Ringtail at The Living Desert Zoo and Gardens. Click to see more.

Ringtail

Bassariscus astutus

Family

Procyonidae, coati and raccoon family

Conservation Status

Least concern, IUCN

Distribution

Southwestern North America from Oregon south to Central Mexico

Habitat

Various – including semi-arid oak forest, pinyon pine or juniper forest, chaparral, desert, rocky areas and canyons.

Factoid

Modern ringtails so closely resemble their upper tertiary (2 mil.+ years) ancestors that they are like living fossils.

Small, cat-like animal with a long fluffy, black and white ringed tail. Body color is grayish brown. Delicate pointed face and dark, round eyes. Total length is 25-30 in. (half of that is tail), shoulder height is 6 inches, weight about 2 lbs. Nocturnal and omnivorous like the raccoon, consuming a great variety of foods: small rodents, birds, lizards, insects, fruits, acorns, berries and other vegetable matter. These animals prefer animals but will eat plants. 

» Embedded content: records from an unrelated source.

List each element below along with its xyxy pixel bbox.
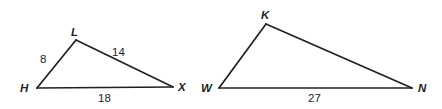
edge-k-n	[266, 24, 412, 88]
triangle-hlx: H L X 8 14 18	[20, 26, 187, 104]
vertex-label-w: W	[201, 82, 213, 94]
edge-h-x	[37, 87, 173, 88]
side-label-lx: 14	[112, 46, 125, 58]
side-label-hl: 8	[40, 53, 46, 65]
triangle-wkn: W K N 27	[201, 9, 427, 104]
vertex-label-k: K	[261, 9, 270, 21]
geometry-diagram: H L X 8 14 18 W K N 27	[0, 0, 442, 109]
vertex-label-n: N	[418, 82, 427, 94]
diagram-canvas: H L X 8 14 18 W K N 27	[0, 0, 442, 109]
vertex-label-l: L	[71, 26, 78, 38]
side-label-hx: 18	[98, 92, 111, 104]
vertex-label-h: H	[20, 82, 29, 94]
side-label-wn: 27	[308, 92, 321, 104]
edge-w-k	[219, 24, 266, 88]
vertex-label-x: X	[177, 81, 187, 93]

Unlike the raccoon, it may be found long distances from water – lives by familiar desert survival techniques: hides from sun during the day, is active at night when it’s cooler and eats anything edible it can find or catch to provide food and moisture. Very agile, can reverse direction and ascend narrow passages by ricocheting off walls. Their hind feet can rotate 180 degrees. Their claws are semi-retractable, making them excellent climbers. When threatened in the open will arch tail over back to look larger and vocalize with barks, screams and high pitched calls. May emit a few drops of musk scent from anal gland but does not spray like a skunk.

Ringtails were often adopted by miners as mousers thus the nickname “miner’s cat.”